On concert day, we delivered two full truckloads of sanitized appliances, set up as both backdrop and stage. Hurra Torpedo delivered a 90-minute comeback featuring percussion on washing machines and ovens — plus waffle irons as castanets — as seen in live clips from the festival (See in Vimeo link).

After the concert, we documented the load-out and reverse logistics back to the facility — the final chapter in the story of safe handling and circular flow — forming the basis for the mini-documentary and post-campaign content.

Results

Strong earned and social impact

Broad national and local press coverage. Paid and organic social delivered high reach and attention; the quiz drove solid participation and sharing; articles achieved long read times. This created momentum and credibility for RENAS.
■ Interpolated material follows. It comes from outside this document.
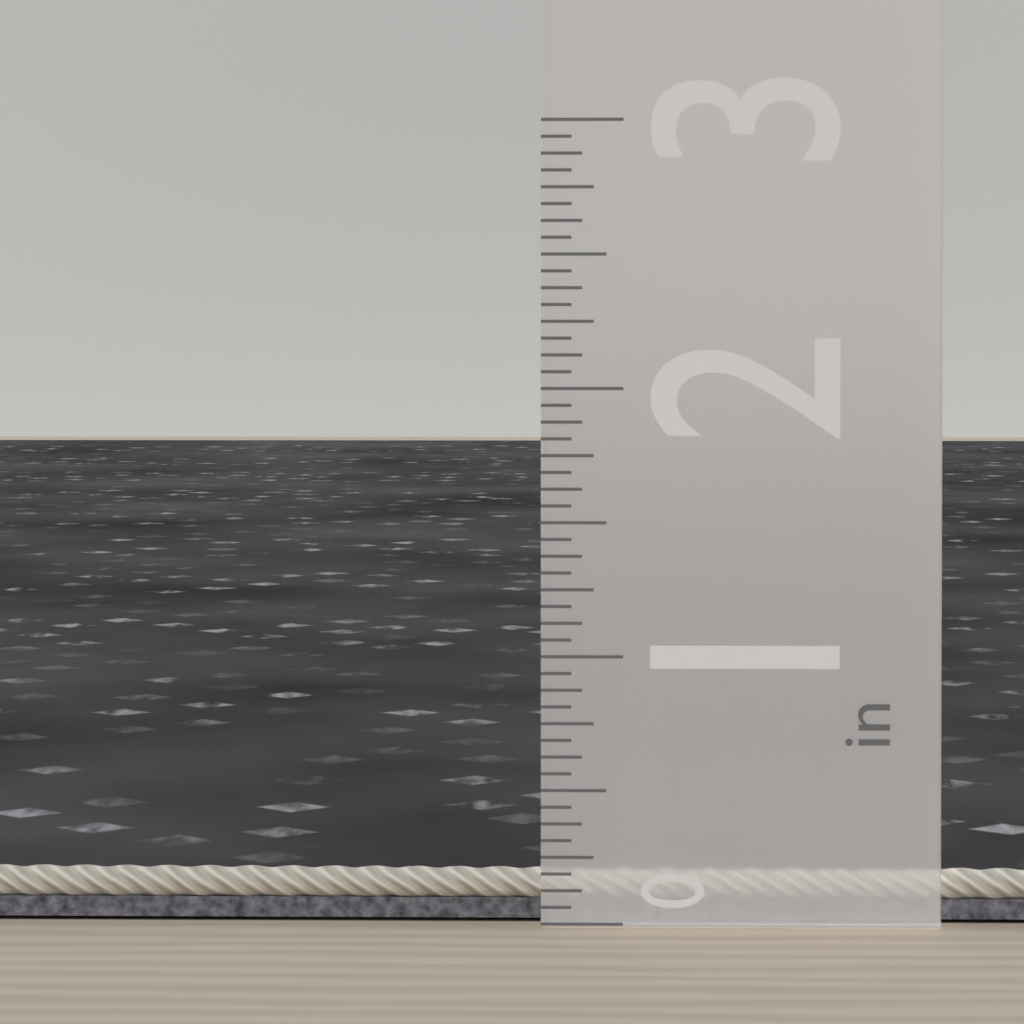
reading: 0.1875 in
It is challenging to measure membership growth when conversion happens only once a year. The impact should therefore be assessed against the campaign’s unparalleled attention in the sector, and how it builds top‑of‑funnel for recruitment ahead of the next conversion window.

PR:

  • TV 2 Nyhetene (the country’s second-largest news broadcast)

  • NRK Vestfold og Telemark (TV and radio)

  • Dagbladet feature

  • Film and articles in Tønsbergs Blad

  • Film and articles in Re-avisa

  • Trade press: Elektronikkbransjen

Total reach: approx. 2 million, half of Norway’s population.
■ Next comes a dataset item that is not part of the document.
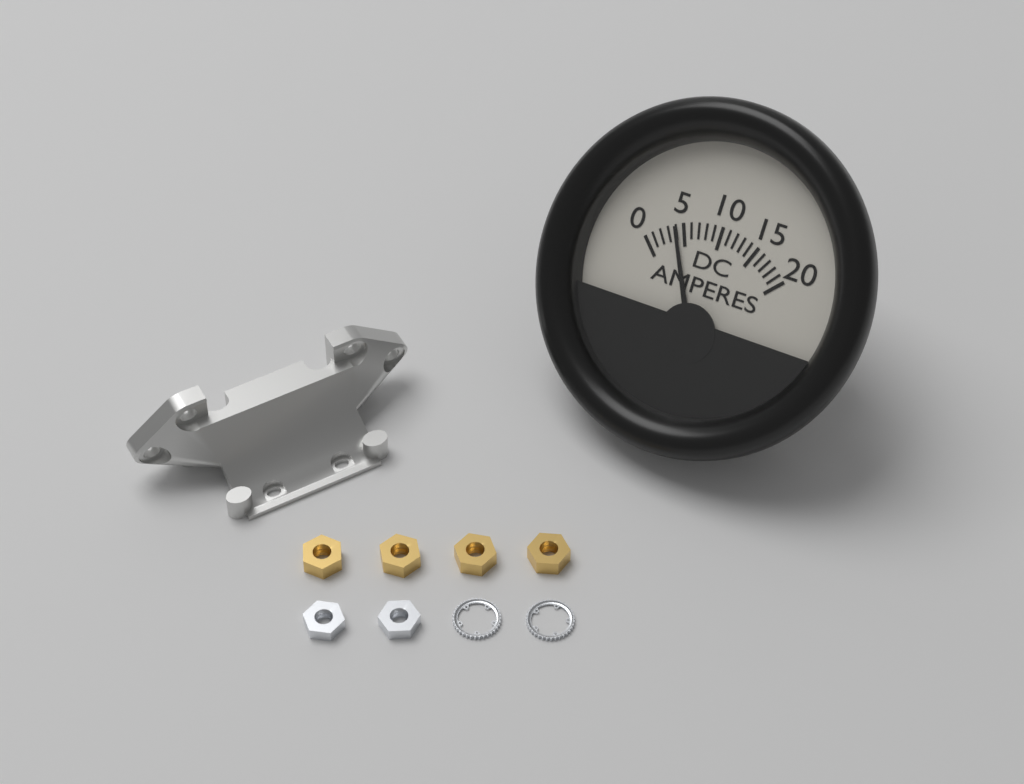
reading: 4 A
Organic in owned channels, articles and quiz:

  • LinkedIn, Facebook and Instagram: traffic increase 238%

  • Over 8,000 quiz participants with email captured for retargeting

Paid channels:

  • LinkedIn, Facebook and Instagram: CTR 9.45

And most importantly:

  • A very satisfied client — and a very cool project

Seven layers of the same story: building from tactical to earned

In the dissemination strategy, we work in layers — from tactical to more engaging and motivating communication — opening up interplay between channels. The model isn’t a timeline, but seven different ways to tell the same message. The effect we aim for is like ripples on water: we move from tactical to earned. In the first layer, we communicate the core message; gradually, it becomes more about the consumer and less about the sender.

Conclusion

Bottom line: The activation delivered attention and engagement, built credibility, and equipped RENAS with durable assets to drive member recruitment over time — exactly what a brand-led initiative should achieve.